Nibbles: Food tree, Wild chocolate, Cacao, Cassava in Africa, Indigenous ABS, Abbasid food, Valuing trees

  1. Gastropod episode on The Fruit that Could Save the World. Any guesses what that might be?
  2. Atlas Obscura podcast on an apparently now famous wild-harvested chocolate from Bolivia. But how wild is it really?
  3. BBC podcast on cacao for balance.
  4. Forbes touts an African cassava revolution. What, no podcast?
  5. Very interesting piece from the ever reliable Modern Farmer on how a small seed company called Fedco Seeds designated a bunch of maize landraces as “indigenously stewarded,” and are paying 10% of what they make from the sale of their seeds to a pooled Indigenous fund which goes to support a local, multi-tribal project called Nibezun. A sort of mini-MLS? Definitely worth a podcast. Any takers?
  6. A long but rewarding article in New Lines Magazine describes medieval cookbooks from the Abbasid caliphate. The recipes make up for the somewhat stilted podcast.
  7. BGCI publication on how the Morton Arboretum works out whether it should be growing a particular population or species of tree. The trick is to quantify 5 types of “value”: environmental, evolutionary, genetic diversity, horticultural, conservation. Though one could also consider hostorical/cultural, educational and economic value as well. I suspect in the end it comes down to whether it looks nice in an available gap. If I were to do a podcast on this, I’d test it out with the tree in the first of these Nibbles.
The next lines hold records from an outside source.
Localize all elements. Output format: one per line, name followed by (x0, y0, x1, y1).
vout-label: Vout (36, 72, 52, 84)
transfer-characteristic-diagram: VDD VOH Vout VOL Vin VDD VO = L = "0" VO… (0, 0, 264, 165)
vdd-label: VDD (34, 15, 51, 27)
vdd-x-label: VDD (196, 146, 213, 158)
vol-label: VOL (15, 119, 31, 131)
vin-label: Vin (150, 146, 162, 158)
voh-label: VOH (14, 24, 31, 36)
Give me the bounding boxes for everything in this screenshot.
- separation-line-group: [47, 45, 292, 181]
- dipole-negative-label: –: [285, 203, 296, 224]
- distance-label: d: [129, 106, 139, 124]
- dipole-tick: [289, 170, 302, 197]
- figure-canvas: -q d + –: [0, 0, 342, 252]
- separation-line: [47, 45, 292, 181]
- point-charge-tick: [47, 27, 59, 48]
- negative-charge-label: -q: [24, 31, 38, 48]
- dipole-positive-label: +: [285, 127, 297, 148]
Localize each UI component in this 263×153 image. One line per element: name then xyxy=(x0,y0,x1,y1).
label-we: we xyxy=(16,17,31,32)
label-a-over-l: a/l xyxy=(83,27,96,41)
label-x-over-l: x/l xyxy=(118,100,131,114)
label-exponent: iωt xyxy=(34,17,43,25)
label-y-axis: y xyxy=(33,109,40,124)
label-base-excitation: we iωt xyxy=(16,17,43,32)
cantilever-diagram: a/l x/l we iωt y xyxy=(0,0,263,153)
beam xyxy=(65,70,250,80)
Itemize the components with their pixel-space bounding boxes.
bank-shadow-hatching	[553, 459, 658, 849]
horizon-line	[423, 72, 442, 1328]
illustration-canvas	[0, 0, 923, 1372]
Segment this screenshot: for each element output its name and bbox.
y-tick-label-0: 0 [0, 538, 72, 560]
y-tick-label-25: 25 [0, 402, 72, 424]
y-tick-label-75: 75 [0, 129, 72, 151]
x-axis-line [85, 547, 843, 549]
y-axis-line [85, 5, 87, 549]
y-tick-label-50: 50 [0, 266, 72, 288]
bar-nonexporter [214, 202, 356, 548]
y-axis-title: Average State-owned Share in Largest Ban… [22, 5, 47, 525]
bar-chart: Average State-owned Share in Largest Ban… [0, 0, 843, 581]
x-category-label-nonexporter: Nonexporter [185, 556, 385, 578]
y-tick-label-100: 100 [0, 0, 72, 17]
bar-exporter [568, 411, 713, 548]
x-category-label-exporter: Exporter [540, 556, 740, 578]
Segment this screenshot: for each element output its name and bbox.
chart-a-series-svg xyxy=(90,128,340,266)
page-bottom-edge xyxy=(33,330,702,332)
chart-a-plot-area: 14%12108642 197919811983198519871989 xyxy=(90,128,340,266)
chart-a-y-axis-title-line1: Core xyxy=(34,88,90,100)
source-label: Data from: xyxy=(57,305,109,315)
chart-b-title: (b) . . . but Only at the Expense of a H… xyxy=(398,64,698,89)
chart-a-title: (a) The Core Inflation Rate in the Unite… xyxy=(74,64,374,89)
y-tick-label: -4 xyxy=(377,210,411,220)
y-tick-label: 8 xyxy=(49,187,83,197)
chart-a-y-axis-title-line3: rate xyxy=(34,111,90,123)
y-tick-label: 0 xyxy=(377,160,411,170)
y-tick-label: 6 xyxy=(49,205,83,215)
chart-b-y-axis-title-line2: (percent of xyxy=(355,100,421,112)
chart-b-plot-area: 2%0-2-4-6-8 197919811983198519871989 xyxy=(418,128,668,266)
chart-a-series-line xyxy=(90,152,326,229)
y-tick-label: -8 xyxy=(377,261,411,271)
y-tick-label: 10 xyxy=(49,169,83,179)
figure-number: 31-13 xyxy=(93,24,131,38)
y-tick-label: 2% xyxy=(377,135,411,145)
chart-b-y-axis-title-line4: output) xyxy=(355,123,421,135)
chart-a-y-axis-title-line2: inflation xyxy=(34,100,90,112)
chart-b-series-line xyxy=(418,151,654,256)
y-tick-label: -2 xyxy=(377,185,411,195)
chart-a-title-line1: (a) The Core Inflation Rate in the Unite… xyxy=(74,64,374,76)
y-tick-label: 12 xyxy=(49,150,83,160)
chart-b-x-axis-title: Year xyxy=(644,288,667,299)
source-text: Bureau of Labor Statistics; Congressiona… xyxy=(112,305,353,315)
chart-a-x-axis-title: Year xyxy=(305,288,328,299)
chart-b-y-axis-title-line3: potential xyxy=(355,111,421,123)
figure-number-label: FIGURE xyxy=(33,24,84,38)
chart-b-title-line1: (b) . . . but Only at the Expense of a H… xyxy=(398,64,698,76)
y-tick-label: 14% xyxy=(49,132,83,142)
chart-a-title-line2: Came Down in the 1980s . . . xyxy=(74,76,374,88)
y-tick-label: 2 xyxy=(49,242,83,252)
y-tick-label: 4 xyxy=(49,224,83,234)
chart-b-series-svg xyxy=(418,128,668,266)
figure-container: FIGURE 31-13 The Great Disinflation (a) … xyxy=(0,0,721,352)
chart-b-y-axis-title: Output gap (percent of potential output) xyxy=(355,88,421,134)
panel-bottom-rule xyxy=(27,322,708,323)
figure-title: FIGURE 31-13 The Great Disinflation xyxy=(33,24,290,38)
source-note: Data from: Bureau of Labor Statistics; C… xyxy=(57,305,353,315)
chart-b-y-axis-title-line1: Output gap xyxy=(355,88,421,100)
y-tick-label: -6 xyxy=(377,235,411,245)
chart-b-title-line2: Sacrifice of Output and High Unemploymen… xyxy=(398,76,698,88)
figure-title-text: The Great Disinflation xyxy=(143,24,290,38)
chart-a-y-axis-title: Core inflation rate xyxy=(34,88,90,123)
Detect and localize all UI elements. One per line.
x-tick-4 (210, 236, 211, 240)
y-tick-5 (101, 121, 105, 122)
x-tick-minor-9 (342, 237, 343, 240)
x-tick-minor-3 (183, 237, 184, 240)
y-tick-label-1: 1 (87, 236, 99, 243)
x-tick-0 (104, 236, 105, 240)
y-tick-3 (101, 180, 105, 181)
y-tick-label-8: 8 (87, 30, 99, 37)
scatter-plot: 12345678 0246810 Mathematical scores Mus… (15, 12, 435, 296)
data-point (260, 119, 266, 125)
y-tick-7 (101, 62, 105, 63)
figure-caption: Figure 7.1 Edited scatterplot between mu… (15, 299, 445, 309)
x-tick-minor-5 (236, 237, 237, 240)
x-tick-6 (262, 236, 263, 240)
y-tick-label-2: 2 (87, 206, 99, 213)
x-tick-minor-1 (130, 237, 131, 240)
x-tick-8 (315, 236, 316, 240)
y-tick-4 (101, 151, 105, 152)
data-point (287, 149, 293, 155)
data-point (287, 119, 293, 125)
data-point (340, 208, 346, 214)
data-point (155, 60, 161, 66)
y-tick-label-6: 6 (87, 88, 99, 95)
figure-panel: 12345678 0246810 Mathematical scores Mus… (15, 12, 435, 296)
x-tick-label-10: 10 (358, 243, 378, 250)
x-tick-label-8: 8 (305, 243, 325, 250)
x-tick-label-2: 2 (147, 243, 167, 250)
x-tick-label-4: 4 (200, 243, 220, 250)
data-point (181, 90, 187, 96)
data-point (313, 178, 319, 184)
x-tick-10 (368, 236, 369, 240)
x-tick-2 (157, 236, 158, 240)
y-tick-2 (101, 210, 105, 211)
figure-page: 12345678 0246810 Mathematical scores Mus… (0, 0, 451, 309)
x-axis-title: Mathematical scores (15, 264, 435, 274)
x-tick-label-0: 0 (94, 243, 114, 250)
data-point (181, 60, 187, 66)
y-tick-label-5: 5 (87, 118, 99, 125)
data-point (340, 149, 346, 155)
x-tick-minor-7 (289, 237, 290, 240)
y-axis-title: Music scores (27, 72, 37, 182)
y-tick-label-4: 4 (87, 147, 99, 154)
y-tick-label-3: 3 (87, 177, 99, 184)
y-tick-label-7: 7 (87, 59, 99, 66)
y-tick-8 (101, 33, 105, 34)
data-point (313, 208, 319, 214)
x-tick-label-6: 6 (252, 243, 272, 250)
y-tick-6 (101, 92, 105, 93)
Brainfood: Human diversity, Wild rye, Caribbean cassava, Three Sisters, Old beer, Old apples, Feral crops, Crop resynthesis

Nibbles: Food system transformation, Global food crisis, Rewilding, Genomics, Data management

  1. According to WWF, Solving the Great Food Puzzle involves, inter alia, nutritious indigenous crops, agrobiodiverse cropping systems, and traditional food cultures. Those are just 3 of 20 levers for food system transformation. Is it me or are levers and accelerators the current flavours of the month?
  2. Even the Gates Foundation agrees on that indigenous crop thing, kinda sorta, if you squint. In this piece, for example, Enock Chikava, Interim Director, Agricultural Development, waxes lyrical about teff.
  3. Meanwhile, in the middle of its tomato shortage, and not much interested in teff, the UK is betting on re-establishing prehistoric landscapes full of wild pigs and bison. Bold move.
  4. But who needs bison protein when you have the genome of the faba bean? Which after all is a nutritious indigenous crop, part of agrobiodiverse cropping systems, and a component of traditional food cultures.
  5. Ah, but you need to manage all that data on indigenous crops, and Clemson University is there to help. WWF take note.

What have micronutrients ever done for us?

Over on Twitter, Ty Beal of GAIN has a thread on micronutrients. It’s based on a recent lecture and it has useful data and nice slides. Here’s the money quote:

In lower income countries micronutrient deficiencies are due in part to people not having access to diverse diets. They want healthy, nutrient dense foods but can’t afford them or access them in markets.

Nibbles: Vavilov, Argentine genebank, Millennium Seed Bank, Indian millets, Community seedbank, Creative finance, Healthy diets, African agriculture

  1. The Living Library of Resilience is a great name for what Nikolai Vavilov put together, and this longish piece from Maria Popova at The Marginalian is a great tribute to a great man.
  2. Vavilov’s example is being followed in Argentina, it seems, with the establishment of another genebank, in Corrientes.
  3. The Millennium Seed Bank reaches an important milestone. Vavilov would be proud.
  4. Can’t help thinking Vavilov would also wholeheartedly approve of grassroots Indian efforts to bring back millets, as usefully summarized The Locavore. Could have said a bit more about genebanks, though.
  5. Even genebanks like that of farmers such as Manas Ranjan Sahu. You don’t have to run an institute like Vavilov to build a genebank.
  6. The Global Alliance for the Future of Food and Transformational Investing in Food Systems Initiative (TIFS) have a report out on Mobilizing Money and Movements: Creative Finance for Food Systems Transformation. No genebanks in there either, alas, but there could so easily have been.
  7. FAO says billions of people in the world cannot afford a healthy diet, and it has the data to prove it. Does that mean genebanks are not doing their job (eg on nutrient dense orphan crops)? Or doing it too well (eg on the major calorie-rich staples)?
  8. African worthies say that we need to ramp up investment in the adaptation of agriculture on the continent to climate change. I hope that will include investment in Living Libraries of Resilience that conserve all manner of interesting local crops and varieties. And creative finance for them of course.